Thursday, December 30, 2010

christ child

a day of celebration come and gone.
a day cluttered with the piles of once-perfected wrapping paper, the nestling notes of christmas music in the walls, the small droplets of saliva collected in the bottom of used wine glasses.
a day characterized by the absent scent of what-used-to-be real pine needles and feasts of socially withdrawn bites of turkey.

a day of meaning that now stands meaningless, had we removed the gifts meant for exchange (whether with one another or back to it's original owner - the store), the receipts boasting triple digits, and the panic stricken mall visits characterized by both terror and excitement.
a time of year when less and less of us get to experience any actual emotion of holiday, and the feasting and the familying and the fellowship gets compacted into one meager day. a time of year where our rush to experience any feeling of peace and holiday gets counteracted by our want to experience christmas. the more we want "christmas", the more we shop; the more we shop, the less employees and shoppers alike get to experience any actual moments of tranquility. we as a society have successful accomplished reducing a holiday devoted to silence and joy to a mere 24-hour hallucination of repose. there has been a silent divorce from christmas and peace, to accompany the less-than-silent divorce between religion and the holiday.
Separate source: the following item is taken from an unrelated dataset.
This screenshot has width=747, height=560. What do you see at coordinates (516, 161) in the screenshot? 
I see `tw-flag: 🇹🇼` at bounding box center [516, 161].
not saying that i have any distaste for giving or receiving small parcels, small physical forms of nonphysical love. and i should certainly note that i'm also not complaining about the overuse of kitchen ovens and tastebuds in our 21st century tradition of the season. i'm just fulfilling my duties to the global blogosphere and cyber-scripting one of our many societal ironies.
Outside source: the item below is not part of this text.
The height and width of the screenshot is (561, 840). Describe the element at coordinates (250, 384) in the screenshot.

but our stuffing has done its duty and stuffed. our christmas trees will soon be disassembled and returned to their dusty-lidded boxes. we pack up our angel-faced ornaments, remove our subliminally competitive christmas lights, and digest our hams and our turkeys. we scrub the walls of distantly-related familial germs and leftover christmas music, and cleanse ourselves of christmas spirit. our artificial moments of peace in plastic bags have come and gone, and will lay in the recycling bin for yet another year.